Brain complexity: learning new tasks (Introduction)

by dhw, Tuesday, December 12, 2017, 09:14 (2299 days ago) @ David Turell

DAVID: I maintain that only a larger more complex brain (pre-frontal cortex) can conceive of more complex concepts.
dhw: So you maintain that only the “soul” can conceive concepts, but only the brain can conceive more complex concepts…
DAVID: The soul conceives new concepts by using a more complex brain cortex. For example, in teenagers they cannot fully evaluate dangerous situations and other considerations until the prefrontal areas are fully developed at age 26+/-.

As usual, the word “using” covers a multitude of activities, but it does not cover “conceiving concepts” if you insist that only the soul can conceive concepts. And I doubt if any of us can “fully evaluate” anything! The brain provides information, which it continues to do throughout life, and if the soul exists, it learns from experience (just like immune cells), and in turn uses the brain to implement its concepts. As the child's brain develops, it acquires and passes on more information and can implement more concepts provided by the soul, which is fed by the never-ending flow of information. But if only a more complex cortex can provide the evaluation, and hence all the concepts and decisions relating to the information (as in your first statement), you can hardly avoid the conclusion that thought stems from the brain. It may well do so. (Materialism versus dualism.)

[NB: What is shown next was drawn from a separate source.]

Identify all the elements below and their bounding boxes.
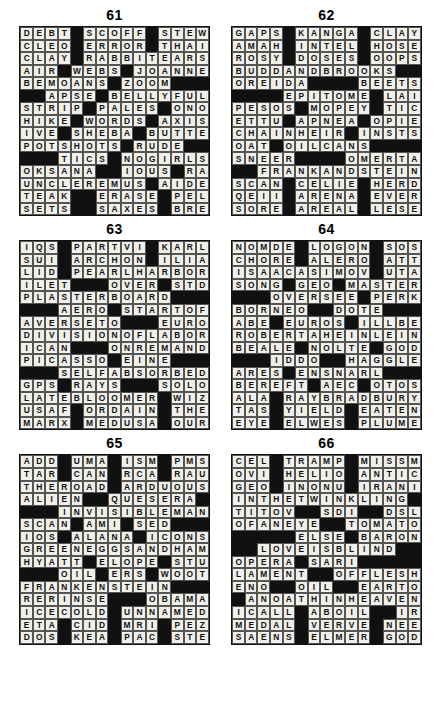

dhw: There are two forms of contraction: one is the minor expansion/contraction (back to normal size) reported to take place in modern brains with each new implementation. This may also have taken place in pre-sapiens brains. The other is the modern brain’s major shrinkage by approx. 150 cc. - I suggest as a result of increasingly efficient complexification, which I would have thought highly unlikely in pre-sapiens, since the brain kept having to expand.
DAVID: I can accept this much of your theory. But our highly complex brain is not a pre-sapiens brain and with its high complexity may well have developed a method of much enhanced complexity to allow the shrinkage. Pre-sapiens present a different issue, lack of enhanced complexity, and therefore a different requirement for enlargement.

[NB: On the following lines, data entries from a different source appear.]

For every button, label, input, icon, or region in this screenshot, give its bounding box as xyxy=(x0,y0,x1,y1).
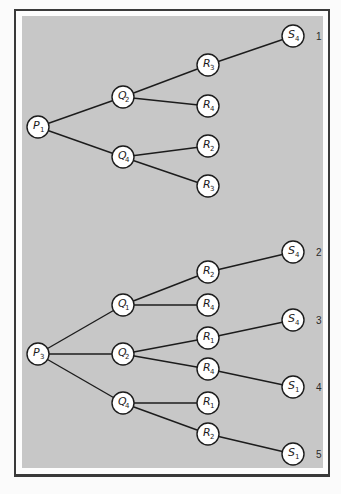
tree-node-p3: P3 xyxy=(27,343,49,365)
tree-node-q4: Q4 xyxy=(112,392,134,414)
node-subscript: 4 xyxy=(295,35,300,43)
tree-edge xyxy=(38,354,123,403)
node-subscript: 2 xyxy=(125,96,129,104)
node-subscript: 1 xyxy=(125,304,129,312)
node-subscript: 1 xyxy=(295,386,299,394)
tree-edge xyxy=(208,36,293,65)
tree-node-r2: R2 xyxy=(197,135,219,157)
node-subscript: 4 xyxy=(125,402,130,410)
node-subscript: 1 xyxy=(210,337,214,345)
tree-node-s1: S1 xyxy=(282,443,304,465)
node-letter: S xyxy=(288,244,295,257)
node-subscript: 4 xyxy=(210,105,215,113)
node-subscript: 2 xyxy=(125,353,129,361)
tree-edge xyxy=(123,65,208,97)
node-subscript: 3 xyxy=(210,185,214,193)
tree-node-r1: R1 xyxy=(197,327,219,349)
tree-edge xyxy=(208,434,293,454)
tree-node-s4: S4 xyxy=(282,25,304,47)
node-letter: S xyxy=(288,446,295,459)
tree-node-r2: R2 xyxy=(197,423,219,445)
node-subscript: 3 xyxy=(40,353,44,361)
node-subscript: 1 xyxy=(40,126,44,134)
tree-edge xyxy=(123,338,208,354)
tree-node-r1: R1 xyxy=(197,392,219,414)
node-subscript: 1 xyxy=(295,453,299,461)
tree-node-p1: P1 xyxy=(27,116,49,138)
tree-edge xyxy=(208,369,293,387)
tree-node-s4: S4 xyxy=(282,241,304,263)
path-number-label: 4 xyxy=(316,382,322,393)
tree-edge xyxy=(123,97,208,106)
path-number-label: 2 xyxy=(316,247,322,258)
tree-node-q4: Q4 xyxy=(112,146,134,168)
tree-node-r4: R4 xyxy=(197,95,219,117)
node-subscript: 3 xyxy=(210,64,214,72)
path-labels-layer: 12345 xyxy=(316,31,322,460)
tree-diagram: P1Q2Q4R3R4R2R3S4P3Q1Q2Q4R2R4R1R4R1R2S4S4… xyxy=(0,0,341,494)
tree-edge xyxy=(123,157,208,186)
node-subscript: 4 xyxy=(210,368,215,376)
node-letter: S xyxy=(288,28,295,41)
node-subscript: 4 xyxy=(295,251,300,259)
node-letter: P xyxy=(33,346,40,359)
tree-node-r4: R4 xyxy=(197,294,219,316)
node-letter: P xyxy=(33,119,40,132)
tree-node-s1: S1 xyxy=(282,376,304,398)
tree-node-q2: Q2 xyxy=(112,86,134,108)
edges-layer xyxy=(38,36,293,454)
tree-edge xyxy=(38,97,123,127)
tree-edge xyxy=(123,272,208,305)
tree-edge xyxy=(208,252,293,272)
path-number-label: 5 xyxy=(316,449,322,460)
node-subscript: 4 xyxy=(125,156,130,164)
tree-node-q2: Q2 xyxy=(112,343,134,365)
tree-node-q1: Q1 xyxy=(112,294,134,316)
node-letter: S xyxy=(288,379,295,392)
tree-edge xyxy=(123,354,208,369)
node-subscript: 2 xyxy=(210,271,214,279)
tree-edge xyxy=(123,403,208,434)
node-subscript: 4 xyxy=(295,319,300,327)
path-number-label: 1 xyxy=(316,31,322,42)
node-letter: S xyxy=(288,312,295,325)
node-subscript: 2 xyxy=(210,433,214,441)
tree-edge xyxy=(123,146,208,157)
tree-node-r3: R3 xyxy=(197,175,219,197)
nodes-layer: P1Q2Q4R3R4R2R3S4P3Q1Q2Q4R2R4R1R4R1R2S4S4… xyxy=(27,25,304,465)
node-subscript: 2 xyxy=(210,145,214,153)
tree-edge xyxy=(38,127,123,157)
tree-node-r2: R2 xyxy=(197,261,219,283)
node-subscript: 4 xyxy=(210,304,215,312)
tree-node-r4: R4 xyxy=(197,358,219,380)
path-number-label: 3 xyxy=(316,315,322,326)
tree-edge xyxy=(208,320,293,338)
tree-node-r3: R3 xyxy=(197,54,219,76)
node-subscript: 1 xyxy=(210,402,214,410)
tree-edge xyxy=(38,305,123,354)
tree-node-s4: S4 xyxy=(282,309,304,331)
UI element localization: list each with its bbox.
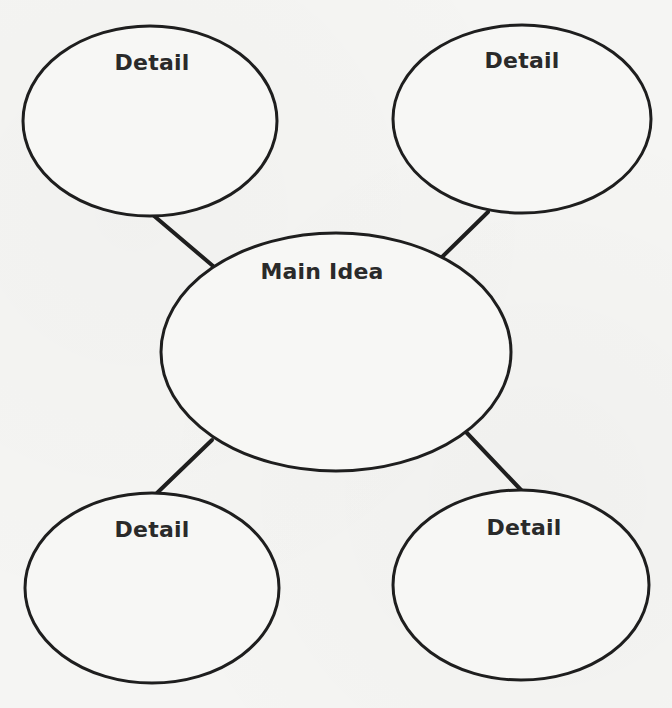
connector-top-left	[153, 215, 213, 266]
connector-top-right	[441, 212, 488, 258]
detail-label-bottom-left: Detail	[115, 517, 190, 542]
detail-label-bottom-right: Detail	[487, 515, 562, 540]
detail-label-top-right: Detail	[485, 48, 560, 73]
main-idea-label: Main Idea	[260, 259, 383, 284]
detail-label-top-left: Detail	[115, 50, 190, 75]
connector-bottom-right	[466, 432, 522, 491]
graphic-organizer	[0, 0, 672, 708]
connector-bottom-left	[157, 440, 212, 493]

Why do you say “but”? You are repeating my own hypothesis in different words. Yes, our brain is different because instead of expanding, it complexifies. And yes, increased efficiency of complexification may have resulted in shrinkage. And yes, complexification could not cope with pre-sapiens’ demands, and so the brain had to expand.

dhw: In the light of all this, I will try to summarize your argument, and you can correct me if I’m wrong. (I shan’t repeat the summary here.)
DAVID: Your summary is close enough not to comment. The 290,000 years I have explained. Until 10,000 years ago humans and pre-humans lived in what I name as survival mode. If you have ever camped out you will understand. One needs clothing, shelter, a food source, and a small group of folks to live with resulting in some simple but necessary societal rules. With agriculture developing, we really began to civilized and use our brain much more fully. Why was it so big 300,000 years ago if we hardly had a need for it? Where were the driving concepts you propose? Here is where the teenager comment returns: it was available to be learned to be used.

An excellent summary of the history, and so I don’t understand why you find the process so mysterious. The brain reached its optimum size 300,000 years ago. For 290,000 years humans lived just as some of the remote tribes live now. Why not? Those tribes have managed perfectly well, and would no doubt go on doing so if we western know-alls didn’t keep interfering. But 10,000 or so years ago certain individuals came up with new ideas, and these were capable of rapid development. The optimum-sized brain was not waiting around to be used - it was INADEQUATE! And so the new uses demanded a new technique for coping: namely, enhanced complexification instead of the no longer possible expansion. The driving concept would have been the same mixture of survival and improvement (which you have acknowledged as a “major tenet”) that has driven all of evolution. Why did it take so long? All of a sudden 290,000 years is a long time. According to you it took your God about 3 million years to work our way from a lumbar change to full bipedalism. Homo erectus lived for at least a million years without making a great deal of progress. Why do you think your God left him hanging around all that time before doing the brain expansion trick? It might be more fitting to marvel at the speed with which sapiens developed his new concepts than to wonder why it took him 290,000 years to conceive them.